FONTANA CERAMICS: A Private Exhibition of Lucio Fontana's Pioneering Ceramics
Paris
Lucio Fontana
Ballerina, 1952
Provenance
Gift of the artist to Don Luigi Maria Verzé, MilanExhibitions
Madrid, Palacio del Retiro, Exposición de arte italiano contemporaneo, May–June 1955
“We do not intend to abolish art or stop life: we want paintings to come out of their frames, and sculptures from under their glass cases. An aerial, artistic portrayal of a minute will last for thousands of years in eternity.”—Second Spatialist Manifesto, 1948
Lucio Fontana’s beautiful Ballerina, created in 1952, is fully alive with a vivid sense of swirling movement, of dynamism. Spiraling fronds radiate from the semi-figural, semi-abstract dancer, penetrating and articulate the space around them, conveying an intense sense of flowing movement and exemplifying the tenets fundamental to Fontana’s Spatial Art, defined by the artist himself as “neither painting nor sculpture, nor lines delimited in space, but continuity of space in matter.” Meanwhile, the miniature peaks and troughs of the highly worked surface witness and evoke the artist’s own highly dynamic, gestural approach to his medium. Indeed, there is an intensely tactile quality to this sculpture, accentuated by the delicate polychromy.
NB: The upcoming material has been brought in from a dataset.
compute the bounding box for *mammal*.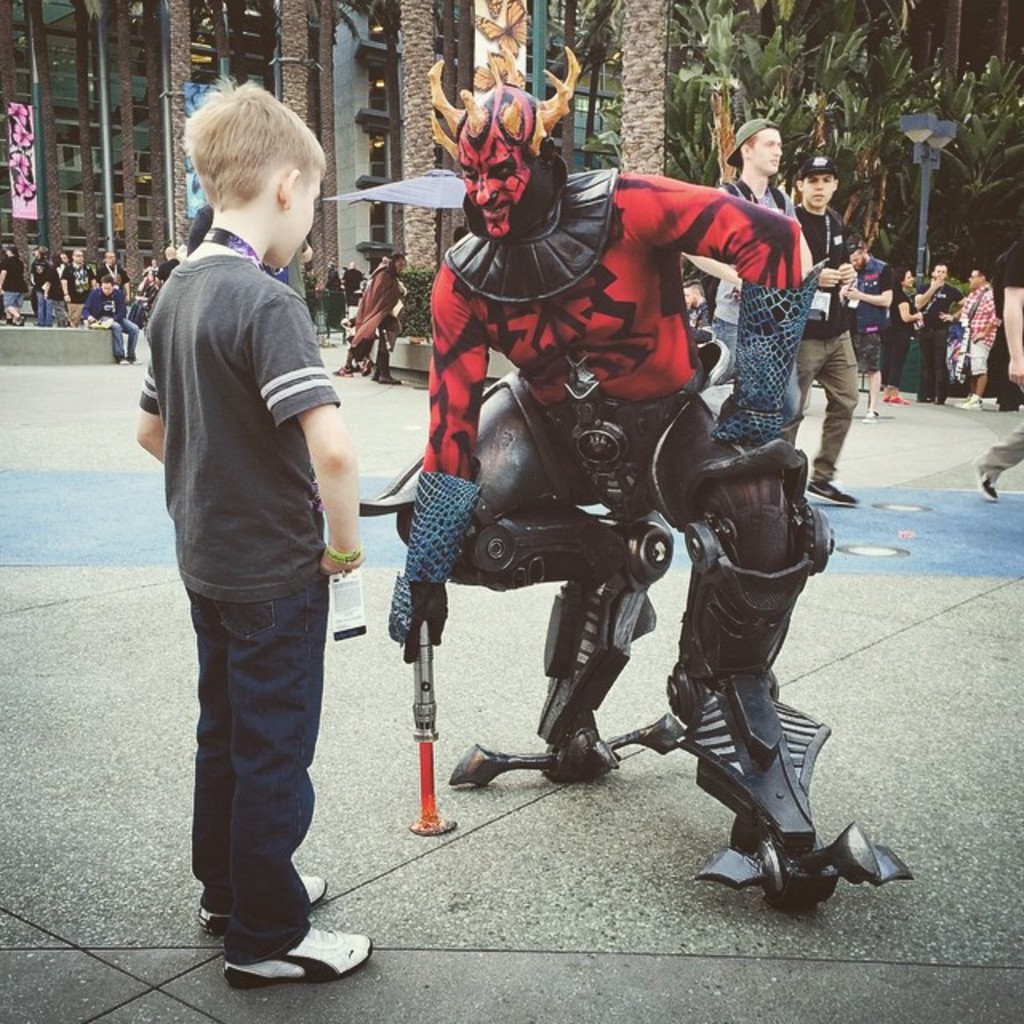
{"x1": 322, "y1": 258, "x2": 342, "y2": 330}.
The Ballerina dates from a pivotal period in which Fontana was involved in both figurative and abstract projects. The years between the mid 1940s and mid 1950s in particular witnessed Fontana’s creation of much of his figural sculpture. Many, including his famous series of crucifixes, explore religious subject matter, and his reliefs for the fifth door of the Duomo in Milan, completed in 1956, mark the culmination of this project. In the same period, Fontana concurrently began to create his first series of paintings in which he punctured the canvas with buchi (holes), as well as his first spatial environments, which originally combined shapeless sculptures, fluorescent paintings, and black lights viewed in a dark room, soon integrating neon tubing into their ceiling decoration.
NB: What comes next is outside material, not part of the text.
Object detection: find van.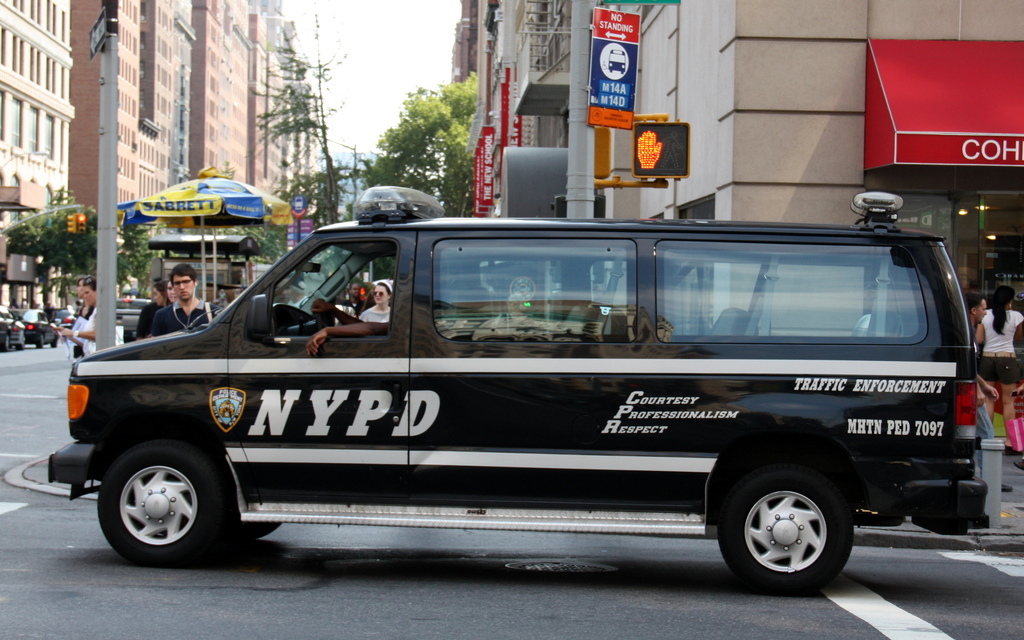
bbox=[45, 183, 993, 596].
In the Manifesto Blanco, published by several of Fontana’s followers in Buenos Aires in 1946, the nascent Spatialists declared that “We live in the mechanical age. Painted canvas and upright plaster no longer have a reason to exist.” Yet in Fontana’s Ballerina and other figurative works of the years that bookend it, Fontana insisted that “upright plaster” did indeed merit existence, pushing his sculptural materials to their limits in order to capture an inexorable and wholly modern sense of movement.
Exemplifying Fontana’s pioneering modernism, the present Ballerina was selected for inclusion in a survey of contemporary Italian art presented in Madrid at the Palacio del Retiro in 1955. Performing artists, from dancers and actors in the commedia dell’arte to jesters and circus clowns, held an enduring fascination for this artist obsessed with movement in space. Indeed, his very first ceramic sculpture, the Ballerina di Charleston of 1926, features a dancer in motion, and when he debuted his very first spatial environment at the Galleria del Naviglio in Milan in 1949, he hired a tutu-clad ballerina to dance continuously in the space for the six-day run of the exhibition. Visitors and critics were amazed, and the photographs of the dancer featured alongside many laudatory reviews. It is tempting to hypothesize that the present Ballerina commemorates and celebrates this significant moment in Fontana’s career, just a few years prior. At the same time, the work also looks ahead. The deep and emphatically delineated vertical cavern scored into the base of the sculpture perfectly anticipates the taglio, the signature slash which would define the work of Fontana’s later career.